Why does the farmer grow crops? Because there are people who
want to eat? No so. As far as the farmer is concerned, they can go without if
they do not the money to pay for it. there are people wanting all sorts of
things, but nobody is going to try to provide them because there is no profit
to be made. Yes, profit! The farmer grows food with a view to making profit, on
which he lives. The food processers and distributers engage in the self-same
purpose—that of making profit. Bakeries make
bread for no other purpose than profit.
If it is more profitable to use artificial fertilisers to
grow more crops then the farmer uses those chemical fertilisers. If bakery
companies find that supermarkets do not want their bread to go stale too
quickly on the shelves then the baker adds preservatives.

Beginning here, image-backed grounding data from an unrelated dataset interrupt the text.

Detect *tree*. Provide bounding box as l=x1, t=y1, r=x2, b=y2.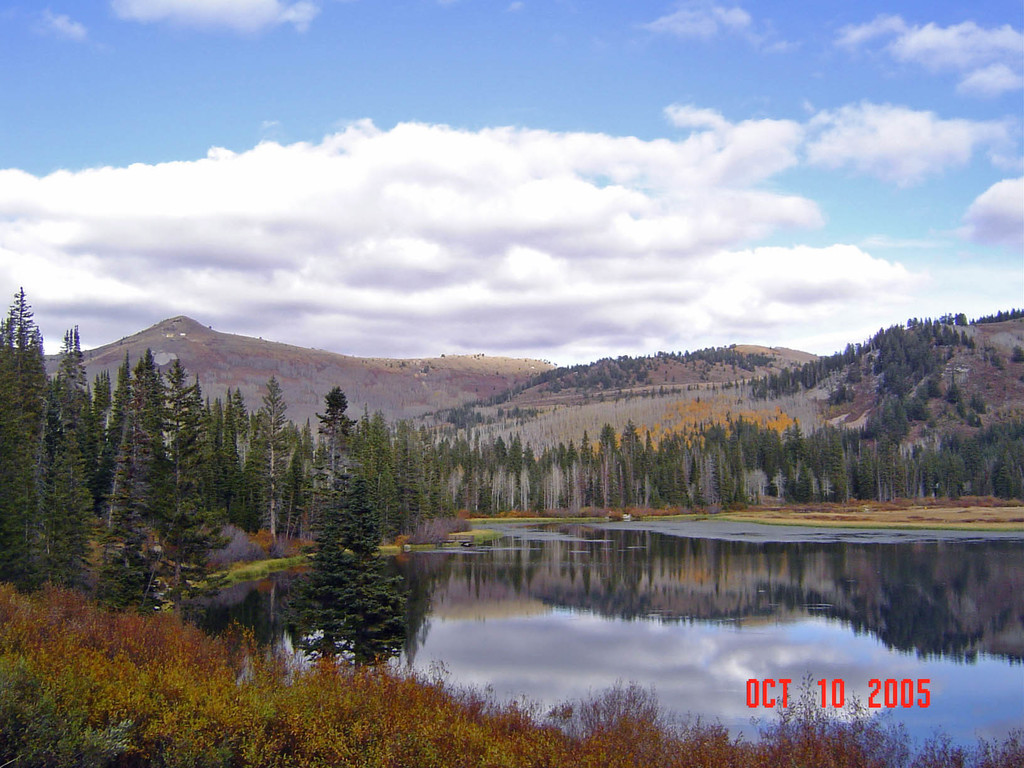
l=140, t=345, r=166, b=463.
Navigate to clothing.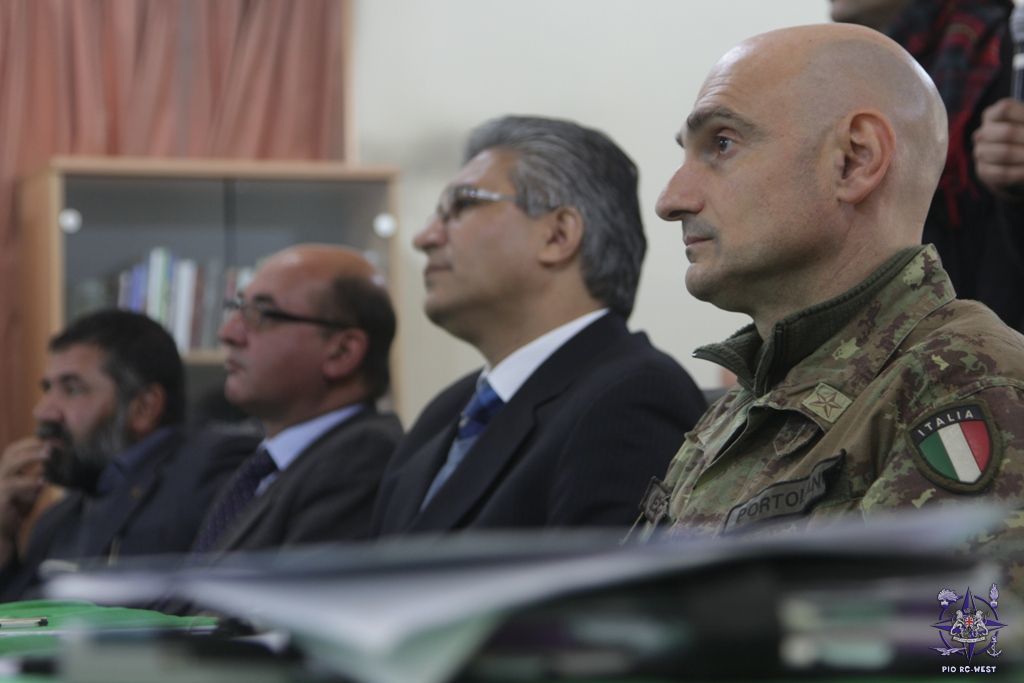
Navigation target: [left=182, top=401, right=416, bottom=562].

The more anonymous the origins of the food we eat, the
better we prefer it. We aren't burdened with the responsibility of knowing whether it is the
suffering of the beast of the field or the suffering of the field-hand,
poisoned by pesticides and fertilisers. Yes, even vegetarians cannot escape
social culpability unless they only eat what they themselves grow or only
choose organic but this being capitalism, money and economics will always come
first both for producer and consumer.
The current industrial model of farming is unsustainable. It
is not based on methods of conservation but rather uses enormous resources that
can only be purchased from the market. Large-scale and monoculture farming uses
inorganic fertilizers, increases water usage and destroys biodiversity with the
use of herbicides and pesticides. Today’s livestock-based food system consumes
grains that people have traditionally eaten. And farm factories where livestock
are crowded together need chemicals, antibiotics and hormones to control
bacteria, and the animals’ manure pollutes the water table. Big Ag corporations
are interested in maximizing profit, not in a sustainable and healthy food
system.
So long as society is run in this way, we will have the
present state of affairs—the factor that is wrong is neither the farmer, nor
the baker, nor even the public, but the commercial motives of capitalist
society that produces these potentially harmful food manufacturing practices. Only
within a socialist framework can we have a rational food policy. A rational
food production system would not see food produced determined by the needs of Big
Business to maximise profits. The food industry will not produce food except
for profit.
The most important point to reiterate is that there is
currently the ability to produce enough food to adequately feed the world’s
population. The primary problem facing the developing world is the distribution
of food and its control. The problem is a not lack of food, but rather lack of
access to it. Capitalism has created the supply-chains in which food can be efficiently
transported around the world. The motivation for farmers must no longer be for
sale and for profits through sale, but for human beings, to satisfy their
needs. Malnutrition and actual hunger threaten the working people around the
world until the production and distribution of food is taken out of the hands
of the capitalists and politicians. The question is this: Will the people eat –
or will the food corporations be allowed to accumulate profits as usual. Even
bread and milk – the mainstays of life – have not been exempted from the
machinations of the economic and political bosses working hand in glove. There
is no other way out. Food must be under the control of the people themselves
through committees of the consumers and the producers. Such a step will mean
more and better food for every man, woman and child.